Frequently Asked Questions

How often should we test our AI incident response plan?

Tabletop exercises quarterly, full simulations annually. Also test after significant changes to AI systems or the plan itself.

What's the difference between an AI incident and a regular IT incident?

AI incidents may involve unique elements: model behavior anomalies, bias manifestation, training data issues, explainability challenges. Standard IT procedures may not address these adequately.

Should we have separate teams for AI incidents and regular IT incidents?

Integrate, don't separate. AI incident response should extend existing IT incident response capabilities, with AI-specific expertise available when needed.

How do we detect AI incidents that don't cause obvious failures?

Implement AI monitoring—track model performance, output distributions, decision patterns. Many AI problems manifest gradually, not as sudden failures.

What if our AI vendor's system causes an incident?

Your incident response still applies. You're responsible to your customers and regulators regardless of where the AI is hosted. Your plan should cover vendor AI with appropriate escalation to the vendor.


Taking Action

The time to build your AI incident response capability is before you need it. An incident at 2 AM is not the moment to figure out who's responsible, what to do, or who to notify.

Build the plan. Assign the roles. Test the procedures. When the incident comes—and it will—you'll be ready.

Ready to strengthen your AI incident response capability?

Pertama Partners helps organisations build comprehensive AI incident response plans tailored to their systems and regulatory environment. Our AI Readiness Audit includes incident response capability assessment.

Book an AI Readiness Audit →


Disclaimer

This guide provides general information about AI incident response planning. It does not constitute legal advice. Notification requirements and compliance obligations vary by jurisdiction and should be verified with legal counsel. Organisations should adapt this framework to their specific context and regulatory environment.


References

  1. NIST. (2024). AI Risk Management Framework.
  2. ENISA. (2024). AI Cybersecurity Challenges.
  3. Singapore IMDA. (2024). Model AI Governance Framework.
  4. ISO/IEC 27001. Information Security Management.
  5. PDPC Singapore. (2024). Guide to Managing Data Breaches 2.0.

Frequently Asked Questions

Include incident classification criteria, response procedures, roles and responsibilities, escalation paths, communication templates, containment steps, and post-incident review processes.

Response time depends on severity. Critical incidents (safety, major data breach) require immediate response. Have pre-defined response times for each severity level.

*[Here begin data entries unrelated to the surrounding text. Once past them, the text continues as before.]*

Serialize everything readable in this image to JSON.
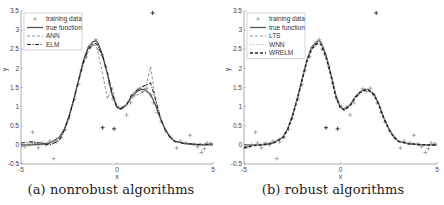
{
  "chart_data": [
    {
      "type": "line",
      "panel": "a",
      "caption": "(a) nonrobust algorithms",
      "xlabel": "x",
      "ylabel": "y",
      "xlim": [
        -5,
        5
      ],
      "ylim": [
        -0.5,
        3.5
      ],
      "xticks": [
        -5,
        0,
        5
      ],
      "yticks": [
        -0.5,
        0,
        0.5,
        1,
        1.5,
        2,
        2.5,
        3,
        3.5
      ],
      "ytick_labels": [
        "-0.5",
        "0",
        "0.5",
        "1",
        "1.5",
        "2",
        "2.5",
        "3",
        "3.5"
      ],
      "grid": false,
      "legend_position": "upper left",
      "legend": [
        "training data",
        "true function",
        "ANN",
        "ELM"
      ],
      "x": [
        -5,
        -4.5,
        -4,
        -3.5,
        -3,
        -2.75,
        -2.5,
        -2.25,
        -2,
        -1.75,
        -1.5,
        -1.25,
        -1.1,
        -1,
        -0.75,
        -0.5,
        -0.25,
        0,
        0.2,
        0.5,
        0.75,
        1,
        1.25,
        1.45,
        1.75,
        2,
        2.25,
        2.5,
        2.75,
        3,
        3.5,
        4,
        4.5,
        5
      ],
      "series": [
        {
          "name": "true function",
          "style": "solid",
          "color": "#555555",
          "values": [
            0.0,
            0.0,
            0.01,
            0.05,
            0.2,
            0.4,
            0.75,
            1.2,
            1.7,
            2.2,
            2.55,
            2.7,
            2.72,
            2.68,
            2.35,
            1.85,
            1.3,
            0.98,
            0.93,
            1.05,
            1.25,
            1.38,
            1.45,
            1.45,
            1.32,
            1.05,
            0.7,
            0.42,
            0.22,
            0.1,
            0.03,
            0.01,
            0.0,
            0.0
          ]
        },
        {
          "name": "ANN",
          "style": "dashed",
          "color": "#888888",
          "values": [
            -0.05,
            0.05,
            0.02,
            0.05,
            0.15,
            0.35,
            0.7,
            1.15,
            1.65,
            2.1,
            2.45,
            2.6,
            2.6,
            2.45,
            1.85,
            1.2,
            1.5,
            1.0,
            0.95,
            1.05,
            1.2,
            1.3,
            1.35,
            1.4,
            2.05,
            1.2,
            0.75,
            0.4,
            0.2,
            0.08,
            0.05,
            0.02,
            0.03,
            0.05
          ]
        },
        {
          "name": "ELM",
          "style": "dashdot",
          "color": "#222222",
          "values": [
            0.05,
            0.08,
            0.05,
            0.0,
            0.12,
            0.38,
            0.72,
            1.18,
            1.68,
            2.15,
            2.5,
            2.62,
            2.65,
            2.6,
            2.3,
            1.9,
            1.35,
            0.98,
            0.95,
            1.05,
            1.3,
            1.42,
            1.5,
            1.55,
            1.62,
            1.2,
            0.72,
            0.4,
            0.2,
            0.09,
            0.04,
            0.02,
            0.0,
            0.03
          ]
        }
      ],
      "training_data": [
        [
          -4.8,
          -0.05
        ],
        [
          -4.6,
          0.0
        ],
        [
          -4.4,
          0.33
        ],
        [
          -4.3,
          0.05
        ],
        [
          -4.1,
          -0.08
        ],
        [
          -3.9,
          0.05
        ],
        [
          -3.7,
          0.0
        ],
        [
          -3.5,
          0.1
        ],
        [
          -3.3,
          -0.36
        ],
        [
          -3.15,
          0.08
        ],
        [
          -2.9,
          0.2
        ],
        [
          -2.7,
          0.4
        ],
        [
          -2.5,
          0.7
        ],
        [
          -2.2,
          1.2
        ],
        [
          -2.0,
          1.58
        ],
        [
          -1.85,
          1.95
        ],
        [
          -1.6,
          2.3
        ],
        [
          -1.45,
          2.55
        ],
        [
          -1.3,
          2.62
        ],
        [
          -1.1,
          2.75
        ],
        [
          -0.95,
          2.5
        ],
        [
          -0.8,
          2.35
        ],
        [
          -0.6,
          2.05
        ],
        [
          -0.4,
          1.6
        ],
        [
          -0.2,
          1.2
        ],
        [
          0.05,
          1.0
        ],
        [
          0.3,
          0.98
        ],
        [
          0.5,
          0.78
        ],
        [
          0.7,
          1.1
        ],
        [
          0.9,
          1.3
        ],
        [
          1.15,
          1.47
        ],
        [
          1.35,
          1.4
        ],
        [
          1.55,
          1.48
        ],
        [
          1.75,
          1.3
        ],
        [
          1.9,
          1.1
        ],
        [
          2.1,
          0.85
        ],
        [
          2.3,
          0.6
        ],
        [
          2.55,
          0.35
        ],
        [
          2.8,
          0.2
        ],
        [
          3.1,
          -0.08
        ],
        [
          3.3,
          0.1
        ],
        [
          3.6,
          0.05
        ],
        [
          3.8,
          0.25
        ],
        [
          4.0,
          0.02
        ],
        [
          4.2,
          -0.05
        ],
        [
          4.4,
          -0.2
        ],
        [
          4.55,
          -0.1
        ],
        [
          4.7,
          0.05
        ],
        [
          4.9,
          0.03
        ],
        [
          1.85,
          3.45
        ],
        [
          -0.75,
          0.45
        ],
        [
          -0.15,
          0.42
        ]
      ]
    },
    {
      "type": "line",
      "panel": "b",
      "caption": "(b) robust algorithms",
      "xlabel": "x",
      "ylabel": "y",
      "xlim": [
        -5,
        5
      ],
      "ylim": [
        -0.5,
        3.5
      ],
      "xticks": [
        -5,
        0,
        5
      ],
      "yticks": [
        -0.5,
        0,
        0.5,
        1,
        1.5,
        2,
        2.5,
        3,
        3.5
      ],
      "ytick_labels": [
        "-0.5",
        "0",
        "0.5",
        "1",
        "1.5",
        "2",
        "2.5",
        "3",
        "3.5"
      ],
      "grid": false,
      "legend_position": "upper left",
      "legend": [
        "training data",
        "true function",
        "LTS",
        "WNN",
        "WRELM"
      ],
      "x": [
        -5,
        -4.5,
        -4,
        -3.5,
        -3,
        -2.75,
        -2.5,
        -2.25,
        -2,
        -1.75,
        -1.5,
        -1.25,
        -1.1,
        -1,
        -0.75,
        -0.5,
        -0.25,
        0,
        0.2,
        0.5,
        0.75,
        1,
        1.25,
        1.45,
        1.75,
        2,
        2.25,
        2.5,
        2.75,
        3,
        3.5,
        4,
        4.5,
        5
      ],
      "series": [
        {
          "name": "true function",
          "style": "solid",
          "color": "#555555",
          "values": [
            0.0,
            0.0,
            0.01,
            0.05,
            0.2,
            0.4,
            0.75,
            1.2,
            1.7,
            2.2,
            2.55,
            2.7,
            2.72,
            2.68,
            2.35,
            1.85,
            1.3,
            0.98,
            0.93,
            1.05,
            1.25,
            1.38,
            1.45,
            1.45,
            1.32,
            1.05,
            0.7,
            0.42,
            0.22,
            0.1,
            0.03,
            0.01,
            0.0,
            0.0
          ]
        },
        {
          "name": "LTS",
          "style": "dashed",
          "color": "#888888",
          "values": [
            -0.05,
            0.0,
            0.02,
            0.06,
            0.2,
            0.4,
            0.74,
            1.18,
            1.68,
            2.18,
            2.52,
            2.66,
            2.68,
            2.64,
            2.3,
            1.82,
            1.28,
            0.97,
            0.92,
            1.04,
            1.24,
            1.37,
            1.44,
            1.44,
            1.31,
            1.04,
            0.7,
            0.42,
            0.22,
            0.1,
            0.03,
            0.01,
            0.0,
            0.0
          ]
        },
        {
          "name": "WNN",
          "style": "dotted",
          "color": "#bbbbbb",
          "values": [
            -0.02,
            0.01,
            0.02,
            0.05,
            0.19,
            0.39,
            0.74,
            1.19,
            1.69,
            2.19,
            2.53,
            2.68,
            2.7,
            2.66,
            2.33,
            1.84,
            1.3,
            0.98,
            0.93,
            1.05,
            1.25,
            1.38,
            1.45,
            1.45,
            1.32,
            1.05,
            0.7,
            0.42,
            0.22,
            0.1,
            0.03,
            0.01,
            0.0,
            0.0
          ]
        },
        {
          "name": "WRELM",
          "style": "dashed-bold",
          "color": "#222222",
          "values": [
            -0.08,
            -0.02,
            0.0,
            0.04,
            0.18,
            0.38,
            0.73,
            1.17,
            1.67,
            2.17,
            2.5,
            2.64,
            2.66,
            2.62,
            2.3,
            1.82,
            1.27,
            0.96,
            0.91,
            1.03,
            1.23,
            1.36,
            1.43,
            1.43,
            1.3,
            1.03,
            0.69,
            0.41,
            0.21,
            0.09,
            0.03,
            0.01,
            0.0,
            0.0
          ]
        }
      ],
      "training_data": [
        [
          -4.8,
          -0.05
        ],
        [
          -4.6,
          0.0
        ],
        [
          -4.4,
          0.33
        ],
        [
          -4.3,
          0.05
        ],
        [
          -4.1,
          -0.08
        ],
        [
          -3.9,
          0.05
        ],
        [
          -3.7,
          0.0
        ],
        [
          -3.5,
          0.1
        ],
        [
          -3.3,
          -0.36
        ],
        [
          -3.15,
          0.08
        ],
        [
          -2.9,
          0.2
        ],
        [
          -2.7,
          0.4
        ],
        [
          -2.5,
          0.7
        ],
        [
          -2.2,
          1.2
        ],
        [
          -2.0,
          1.58
        ],
        [
          -1.85,
          1.95
        ],
        [
          -1.6,
          2.3
        ],
        [
          -1.45,
          2.55
        ],
        [
          -1.3,
          2.62
        ],
        [
          -1.1,
          2.75
        ],
        [
          -0.95,
          2.5
        ],
        [
          -0.8,
          2.35
        ],
        [
          -0.6,
          2.05
        ],
        [
          -0.4,
          1.6
        ],
        [
          -0.2,
          1.2
        ],
        [
          0.05,
          1.0
        ],
        [
          0.3,
          0.98
        ],
        [
          0.5,
          0.78
        ],
        [
          0.7,
          1.1
        ],
        [
          0.9,
          1.3
        ],
        [
          1.15,
          1.47
        ],
        [
          1.35,
          1.4
        ],
        [
          1.55,
          1.48
        ],
        [
          1.75,
          1.3
        ],
        [
          1.9,
          1.1
        ],
        [
          2.1,
          0.85
        ],
        [
          2.3,
          0.6
        ],
        [
          2.55,
          0.35
        ],
        [
          2.8,
          0.2
        ],
        [
          3.1,
          -0.08
        ],
        [
          3.3,
          0.1
        ],
        [
          3.6,
          0.05
        ],
        [
          3.8,
          0.25
        ],
        [
          4.0,
          0.02
        ],
        [
          4.2,
          -0.05
        ],
        [
          4.4,
          -0.2
        ],
        [
          4.55,
          -0.1
        ],
        [
          4.7,
          0.05
        ],
        [
          4.9,
          0.03
        ],
        [
          1.85,
          3.45
        ],
        [
          -0.75,
          0.45
        ],
        [
          -0.15,
          0.42
        ]
      ]
    }
  ],
  "panels": {
    "left": {
      "caption": "(a) nonrobust algorithms",
      "xlabel": "x",
      "ylabel": "y"
    },
    "right": {
      "caption": "(b) robust algorithms",
      "xlabel": "x",
      "ylabel": "y"
    }
  },
  "colors": {
    "axis": "#999999",
    "training_marker": "#888888",
    "outlier_marker": "#444444"
  }
}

Core team includes AI/technical leads, security, legal, communications, and affected business units. Executive involvement scales with severity. Define roles before incidents occur.

References

  1. NIST. (2024). *AI Risk Management Framework*.. NIST *AI Risk Management Framework* (2024)
  2. ENISA. (2024). *AI Cybersecurity Challenges*.. ENISA *AI Cybersecurity Challenges* (2024)
  3. Singapore IMDA. (2024). *Model AI Governance Framework*.. Singapore IMDA *Model AI Governance Framework* (2024)
  4. ISO/IEC 27001. Information Security Management.. ISO/IEC Information Security Management
  5. PDPC Singapore. (2024). *Guide to Managing Data Breaches 2.0*.. PDPC Singapore *Guide to Managing Data Breaches * (2024)
Michael Lansdowne Hauge

Founder & Managing Partner

Founder & Managing Partner at Pertama Partners. Founder of Pertama Group.